FORTRAN Reference Manual

Compiler Directives
FORTRAN Reference Manual528615-001
10-19
Using ENV COMMON
The run-time environment provides more consistent and complete run-time error
handling for programs that specify ENV COMMON.
You can specify an eight-character volume name when accessing information over
a network.
FORTRAN supports the NONSTOP and HIGHPIN directives. If ENV OLD is in
effect, FORTRAN prints a warning if it encounters a NONSTOP or HIGHPIN
directive and ignores the directive.
FORTRAN supports the EXECUTION-LOG, INSPECT, NONSTOP, and SWITCH-
nn TACL PARAMs. For more information about run-time PARAMs, see Section 11,
Running and Debugging Programs.
Considerations
The ENV directive must appear on the FORTRAN command line after the
semicolon that follows the object file name, or in the source input file before the
first FORTRAN source statement.
If you specify more than one ENV directive in a compilation, FORTRAN uses the
first one you specify and reports a warning message for each subsequent ENV
directive that appears before the first FORTRAN statement.
FORTRAN reports an error if it encounters an ENV directive after the first
FORTRAN statement and the ENV directive specifies a different environment than
the first ENV directive in your compilation.
Regardless of whether you specify ENV OLD or ENV COMMON, a FORTRAN
subprogram in a user library or in the system library can manipulate only its local
data and data items passed to it in its dummy arguments. It can return data only
through its dummy arguments and, if it is a function subprogram, as the value
returned by the function. It cannot directly access data items in, or equivalenced to,
items declared in COMMON, DATA, or SAVE areas, although such items can be
passed to the library routine as actual arguments.
A routine in a library cannot reference items allocated in the extended data
segment.
A library routine or utility routine can execute FORTRAN I/O statements only if the
unit number specified in the I/O statement is either specified in a UNIT directive or
as a constant value in an I/O statement in a program unit in the program’s user
code area. You can pass the unit number to the library routine as an actual
argument or you can establish the unit number by programmatic convention.
Programs that specify ENV COMMON might be affected as follows:
You must specify ENV COMMON either for all the FORTRAN programs or for none
of the FORTRAN programs that you bind together, including programs bound into
your object file as a result of SEARCH directives. You cannot mix FORTRAN
programs, subprograms, or functions if some of the program units are compiled
with ENV COMMON and others with ENV OLD.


What is expected ▸
Write the entries out again exactly; any picture among them gets left out.

Extracted records ▸
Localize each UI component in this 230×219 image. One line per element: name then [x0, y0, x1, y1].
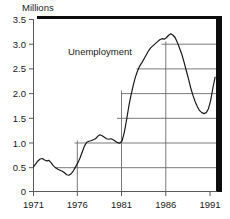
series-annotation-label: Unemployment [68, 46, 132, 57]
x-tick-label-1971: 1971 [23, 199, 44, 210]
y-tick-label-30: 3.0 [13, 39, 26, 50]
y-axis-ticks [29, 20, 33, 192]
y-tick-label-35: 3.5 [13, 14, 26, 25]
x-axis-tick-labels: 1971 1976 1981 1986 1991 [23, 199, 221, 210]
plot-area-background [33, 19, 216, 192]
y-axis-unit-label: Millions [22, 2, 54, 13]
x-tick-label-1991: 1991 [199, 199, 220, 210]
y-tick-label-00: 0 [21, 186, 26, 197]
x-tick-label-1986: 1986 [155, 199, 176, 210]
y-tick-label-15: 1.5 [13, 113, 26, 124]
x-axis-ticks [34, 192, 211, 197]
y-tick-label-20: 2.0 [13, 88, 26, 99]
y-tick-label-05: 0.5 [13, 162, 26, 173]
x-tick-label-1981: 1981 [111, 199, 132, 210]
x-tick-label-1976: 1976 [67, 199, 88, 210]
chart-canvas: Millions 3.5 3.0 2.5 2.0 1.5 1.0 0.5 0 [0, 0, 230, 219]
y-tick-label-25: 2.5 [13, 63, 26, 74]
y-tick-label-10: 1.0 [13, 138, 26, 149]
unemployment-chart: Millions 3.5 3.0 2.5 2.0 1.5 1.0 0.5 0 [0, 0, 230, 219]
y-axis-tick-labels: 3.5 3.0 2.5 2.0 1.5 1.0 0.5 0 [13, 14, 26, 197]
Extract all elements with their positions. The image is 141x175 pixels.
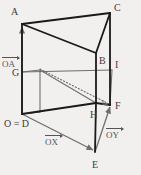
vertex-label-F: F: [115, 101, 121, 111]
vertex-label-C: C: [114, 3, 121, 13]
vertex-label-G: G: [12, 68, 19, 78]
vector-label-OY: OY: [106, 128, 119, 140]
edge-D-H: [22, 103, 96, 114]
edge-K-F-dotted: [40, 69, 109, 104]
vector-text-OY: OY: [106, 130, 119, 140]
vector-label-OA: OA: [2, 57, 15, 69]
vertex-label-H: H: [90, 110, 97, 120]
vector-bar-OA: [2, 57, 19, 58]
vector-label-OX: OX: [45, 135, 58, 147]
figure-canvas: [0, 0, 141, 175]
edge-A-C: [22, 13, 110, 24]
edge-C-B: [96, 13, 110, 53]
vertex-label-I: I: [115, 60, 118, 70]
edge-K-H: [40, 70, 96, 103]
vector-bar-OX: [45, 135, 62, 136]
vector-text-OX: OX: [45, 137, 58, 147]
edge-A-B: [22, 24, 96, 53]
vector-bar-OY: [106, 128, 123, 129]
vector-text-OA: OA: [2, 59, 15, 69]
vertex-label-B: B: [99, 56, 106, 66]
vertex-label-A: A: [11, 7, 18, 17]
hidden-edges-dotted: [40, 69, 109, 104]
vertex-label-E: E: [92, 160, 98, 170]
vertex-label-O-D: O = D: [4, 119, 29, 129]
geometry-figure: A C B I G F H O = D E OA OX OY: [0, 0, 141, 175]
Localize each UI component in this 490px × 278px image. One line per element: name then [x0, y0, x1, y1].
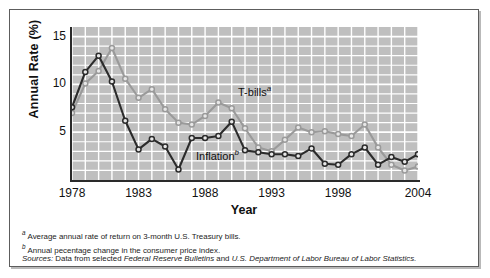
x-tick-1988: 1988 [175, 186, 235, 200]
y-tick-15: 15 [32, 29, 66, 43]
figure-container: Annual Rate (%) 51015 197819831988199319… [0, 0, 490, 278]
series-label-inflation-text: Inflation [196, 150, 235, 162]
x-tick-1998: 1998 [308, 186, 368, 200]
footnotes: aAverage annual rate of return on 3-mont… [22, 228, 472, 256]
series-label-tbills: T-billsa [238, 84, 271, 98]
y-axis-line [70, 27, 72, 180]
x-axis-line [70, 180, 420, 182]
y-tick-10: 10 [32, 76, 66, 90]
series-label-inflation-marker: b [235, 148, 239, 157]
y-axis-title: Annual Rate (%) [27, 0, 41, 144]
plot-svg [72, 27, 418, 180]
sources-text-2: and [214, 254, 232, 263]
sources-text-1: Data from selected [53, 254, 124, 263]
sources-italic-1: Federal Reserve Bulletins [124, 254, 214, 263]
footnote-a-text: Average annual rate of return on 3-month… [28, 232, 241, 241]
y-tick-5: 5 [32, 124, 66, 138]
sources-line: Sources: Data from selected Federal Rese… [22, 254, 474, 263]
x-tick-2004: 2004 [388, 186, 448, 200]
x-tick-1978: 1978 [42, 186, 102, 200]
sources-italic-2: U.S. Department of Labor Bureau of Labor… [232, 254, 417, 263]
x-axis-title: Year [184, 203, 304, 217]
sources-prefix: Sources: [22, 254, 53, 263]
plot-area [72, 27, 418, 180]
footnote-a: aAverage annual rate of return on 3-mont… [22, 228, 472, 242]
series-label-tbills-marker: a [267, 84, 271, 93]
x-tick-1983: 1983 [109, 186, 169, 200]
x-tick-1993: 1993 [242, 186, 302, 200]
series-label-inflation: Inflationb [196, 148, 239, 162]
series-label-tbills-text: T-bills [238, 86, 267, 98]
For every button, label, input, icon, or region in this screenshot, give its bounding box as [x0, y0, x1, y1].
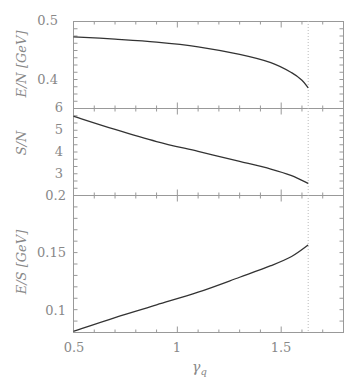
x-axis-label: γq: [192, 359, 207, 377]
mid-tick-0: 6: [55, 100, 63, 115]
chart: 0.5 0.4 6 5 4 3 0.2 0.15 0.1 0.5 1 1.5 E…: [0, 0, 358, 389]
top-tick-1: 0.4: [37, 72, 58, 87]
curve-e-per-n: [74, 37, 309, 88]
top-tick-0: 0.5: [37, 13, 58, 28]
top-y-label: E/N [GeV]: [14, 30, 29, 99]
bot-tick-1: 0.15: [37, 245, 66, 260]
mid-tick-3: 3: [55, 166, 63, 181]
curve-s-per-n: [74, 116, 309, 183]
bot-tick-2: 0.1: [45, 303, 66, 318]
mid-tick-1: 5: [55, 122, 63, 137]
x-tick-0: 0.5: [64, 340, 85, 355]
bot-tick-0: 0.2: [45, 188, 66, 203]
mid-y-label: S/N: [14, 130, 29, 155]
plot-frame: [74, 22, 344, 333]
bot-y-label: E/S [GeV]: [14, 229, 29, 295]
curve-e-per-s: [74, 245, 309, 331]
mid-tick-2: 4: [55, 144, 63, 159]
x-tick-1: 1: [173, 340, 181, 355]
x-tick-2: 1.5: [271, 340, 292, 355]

Your solution ▸
Localize each UI component in this 230×219 image. One line per element: name then [x0, y0, x1, y1].
series-annotation-label: Unemployment [68, 46, 132, 57]
x-tick-label-1971: 1971 [23, 199, 44, 210]
y-tick-label-30: 3.0 [13, 39, 26, 50]
y-axis-ticks [29, 20, 33, 192]
y-tick-label-35: 3.5 [13, 14, 26, 25]
x-axis-tick-labels: 1971 1976 1981 1986 1991 [23, 199, 221, 210]
plot-area-background [33, 19, 216, 192]
y-axis-unit-label: Millions [22, 2, 54, 13]
x-tick-label-1991: 1991 [199, 199, 220, 210]
y-tick-label-00: 0 [21, 186, 26, 197]
x-tick-label-1986: 1986 [155, 199, 176, 210]
y-tick-label-15: 1.5 [13, 113, 26, 124]
x-axis-ticks [34, 192, 211, 197]
y-tick-label-20: 2.0 [13, 88, 26, 99]
y-tick-label-05: 0.5 [13, 162, 26, 173]
x-tick-label-1981: 1981 [111, 199, 132, 210]
x-tick-label-1976: 1976 [67, 199, 88, 210]
chart-canvas: Millions 3.5 3.0 2.5 2.0 1.5 1.0 0.5 0 [0, 0, 230, 219]
y-tick-label-25: 2.5 [13, 63, 26, 74]
y-tick-label-10: 1.0 [13, 138, 26, 149]
unemployment-chart: Millions 3.5 3.0 2.5 2.0 1.5 1.0 0.5 0 [0, 0, 230, 219]
y-axis-tick-labels: 3.5 3.0 2.5 2.0 1.5 1.0 0.5 0 [13, 14, 26, 197]
Extract all elements with their positions. The image is 141x175 pixels.
vertex-label-F: F: [115, 101, 121, 111]
vertex-label-C: C: [114, 3, 121, 13]
vertex-label-G: G: [12, 68, 19, 78]
vector-label-OY: OY: [106, 128, 119, 140]
edge-D-H: [22, 103, 96, 114]
edge-K-F-dotted: [40, 69, 109, 104]
vector-text-OY: OY: [106, 130, 119, 140]
vector-label-OA: OA: [2, 57, 15, 69]
vertex-label-H: H: [90, 110, 97, 120]
vector-bar-OA: [2, 57, 19, 58]
vector-label-OX: OX: [45, 135, 58, 147]
figure-canvas: [0, 0, 141, 175]
edge-A-C: [22, 13, 110, 24]
edge-C-B: [96, 13, 110, 53]
vertex-label-I: I: [115, 60, 118, 70]
edge-K-H: [40, 70, 96, 103]
vector-bar-OX: [45, 135, 62, 136]
vector-text-OX: OX: [45, 137, 58, 147]
edge-A-B: [22, 24, 96, 53]
vector-bar-OY: [106, 128, 123, 129]
vector-text-OA: OA: [2, 59, 15, 69]
vertex-label-B: B: [99, 56, 106, 66]
vertex-label-A: A: [11, 7, 18, 17]
hidden-edges-dotted: [40, 69, 109, 104]
vertex-label-E: E: [92, 160, 98, 170]
vertex-label-O-D: O = D: [4, 119, 29, 129]
geometry-figure: A C B I G F H O = D E OA OX OY: [0, 0, 141, 175]
Localize each UI component in this 490px × 278px image. One line per element: name then [x0, y0, x1, y1].
x-tick-1988: 1988 [175, 186, 235, 200]
y-tick-15: 15 [32, 29, 66, 43]
figure-container: Annual Rate (%) 51015 197819831988199319… [0, 0, 490, 278]
series-label-inflation-text: Inflation [196, 150, 235, 162]
x-tick-1998: 1998 [308, 186, 368, 200]
footnotes: aAverage annual rate of return on 3-mont… [22, 228, 472, 256]
series-label-tbills: T-billsa [238, 84, 271, 98]
y-axis-line [70, 27, 72, 180]
x-axis-line [70, 180, 420, 182]
y-tick-10: 10 [32, 76, 66, 90]
series-label-inflation-marker: b [235, 148, 239, 157]
y-axis-title: Annual Rate (%) [27, 0, 41, 144]
plot-svg [72, 27, 418, 180]
sources-text-2: and [214, 254, 232, 263]
sources-text-1: Data from selected [53, 254, 124, 263]
sources-italic-1: Federal Reserve Bulletins [124, 254, 214, 263]
footnote-a-text: Average annual rate of return on 3-month… [28, 232, 241, 241]
y-tick-5: 5 [32, 124, 66, 138]
sources-line: Sources: Data from selected Federal Rese… [22, 254, 474, 263]
x-tick-2004: 2004 [388, 186, 448, 200]
x-tick-1978: 1978 [42, 186, 102, 200]
sources-italic-2: U.S. Department of Labor Bureau of Labor… [232, 254, 417, 263]
x-axis-title: Year [184, 203, 304, 217]
sources-prefix: Sources: [22, 254, 53, 263]
plot-area [72, 27, 418, 180]
footnote-a: aAverage annual rate of return on 3-mont… [22, 228, 472, 242]
series-label-tbills-marker: a [267, 84, 271, 93]
x-tick-1983: 1983 [109, 186, 169, 200]
x-tick-1993: 1993 [242, 186, 302, 200]
series-label-inflation: Inflationb [196, 148, 239, 162]
series-label-tbills-text: T-bills [238, 86, 267, 98]
For every button, label, input, icon, or region in this screenshot, give its bounding box as [x0, y0, x1, y1].
x-axis-label: γq: [192, 359, 207, 377]
mid-tick-0: 6: [55, 100, 63, 115]
chart: 0.5 0.4 6 5 4 3 0.2 0.15 0.1 0.5 1 1.5 E…: [0, 0, 358, 389]
top-tick-1: 0.4: [37, 72, 58, 87]
curve-e-per-n: [74, 37, 309, 88]
top-tick-0: 0.5: [37, 13, 58, 28]
top-y-label: E/N [GeV]: [14, 30, 29, 99]
bot-tick-1: 0.15: [37, 245, 66, 260]
mid-tick-3: 3: [55, 166, 63, 181]
curve-s-per-n: [74, 116, 309, 183]
bot-tick-2: 0.1: [45, 303, 66, 318]
mid-tick-1: 5: [55, 122, 63, 137]
x-tick-0: 0.5: [64, 340, 85, 355]
bot-tick-0: 0.2: [45, 188, 66, 203]
mid-y-label: S/N: [14, 130, 29, 155]
plot-frame: [74, 22, 344, 333]
bot-y-label: E/S [GeV]: [14, 229, 29, 295]
curve-e-per-s: [74, 245, 309, 331]
mid-tick-2: 4: [55, 144, 63, 159]
x-tick-1: 1: [173, 340, 181, 355]
x-tick-2: 1.5: [271, 340, 292, 355]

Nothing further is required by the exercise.